Joining Santana will be Ghanaian-American poet Afua Ansong and Charles Kell, a published poet and CCRI Associate Professor of English.
The event, which is free and open to the public, is scheduled for Tuesday, Nov. 19, from 7-9 p.m. at CCRI’s Knight Campus (Room 4090) in Warwick.
Santana is a 2004 CCRI graduate whose poetry speaks to the bicultural immigrant experience of being caught between two cultures, her native country of the Dominican Republic and that of her adopted one of the United States.
She has published several books, including “Pelo Bueno and other poems” (2010) and “Domestic Poems” (2018).

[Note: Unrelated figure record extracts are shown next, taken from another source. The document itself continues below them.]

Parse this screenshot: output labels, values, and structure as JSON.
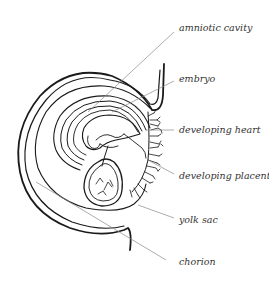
{
  "figure": {
    "labels": [
      {
        "id": "amniotic-cavity",
        "text": "amniotic cavity",
        "x": 179,
        "y": 22
      },
      {
        "id": "embryo",
        "text": "embryo",
        "x": 179,
        "y": 73
      },
      {
        "id": "developing-heart",
        "text": "developing heart",
        "x": 179,
        "y": 124
      },
      {
        "id": "developing-placenta",
        "text": "developing placenta",
        "x": 179,
        "y": 170
      },
      {
        "id": "yolk-sac",
        "text": "yolk sac",
        "x": 179,
        "y": 214
      },
      {
        "id": "chorion",
        "text": "chorion",
        "x": 179,
        "y": 261
      }
    ],
    "colors": {
      "line": "#1a1a1a",
      "leader": "#8a8a8a",
      "text": "#333333",
      "background": "#ffffff"
    }
  }
}
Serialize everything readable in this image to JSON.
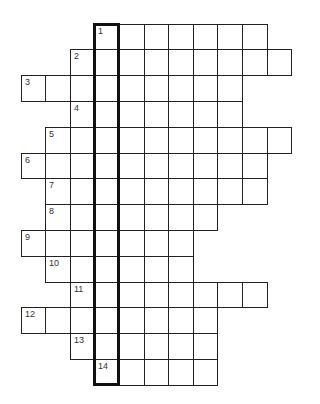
{
  "puzzle": {
    "type": "crossword-grid",
    "origin_x": 20.5,
    "origin_y": 23.5,
    "cell_width": 24.6,
    "cell_height": 25.8,
    "highlight_column": 3,
    "rows": [
      {
        "number": "1",
        "start_col": 3,
        "end_col": 9
      },
      {
        "number": "2",
        "start_col": 2,
        "end_col": 10
      },
      {
        "number": "3",
        "start_col": 0,
        "end_col": 8
      },
      {
        "number": "4",
        "start_col": 2,
        "end_col": 8
      },
      {
        "number": "5",
        "start_col": 1,
        "end_col": 10
      },
      {
        "number": "6",
        "start_col": 0,
        "end_col": 9
      },
      {
        "number": "7",
        "start_col": 1,
        "end_col": 9
      },
      {
        "number": "8",
        "start_col": 1,
        "end_col": 7
      },
      {
        "number": "9",
        "start_col": 0,
        "end_col": 6
      },
      {
        "number": "10",
        "start_col": 1,
        "end_col": 6
      },
      {
        "number": "11",
        "start_col": 2,
        "end_col": 9
      },
      {
        "number": "12",
        "start_col": 0,
        "end_col": 7
      },
      {
        "number": "13",
        "start_col": 2,
        "end_col": 7
      },
      {
        "number": "14",
        "start_col": 3,
        "end_col": 7
      }
    ]
  }
}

Her poems have been featured in a multitude of publications, and she is a 2015 recipient of the very prestigious MacColl Johnson Fellowship from the Rhode Island Foundation.
Ansong is a Ghanaian-American artist who writes poetry and teaches contemporary and traditional West African dance. A 2018 and 2015 BRIO recipient, she writes about the challenges of the African immigrant in the United States, exploring themes of transition, citizenship, and identity.
In her first published book of poems, “American Mercy,” Ansong searches deep within herself to uncover the meaning of being an immigrant and an American and how in her journey, she discovers that “making a person is like building a country or even a people.”
Kell recently published his first book of poems, “Cage of Lit Glass” (2018). The work engages themes of death, incarceration, drug use and family strife through a range of physical, emotional and philosophical spaces. The debut book received the 2018 Autumn House Poetry Prize.
The reading, organized by Kell, is meant to share common experiences with CCRI students and the larger community.
“With myself as a first-generation college student and Ansong and Santana writing from the immigrants’ experience, it is my goal to show students through our work that we all share experiences in life that they can relate to and learn from,” Kell said.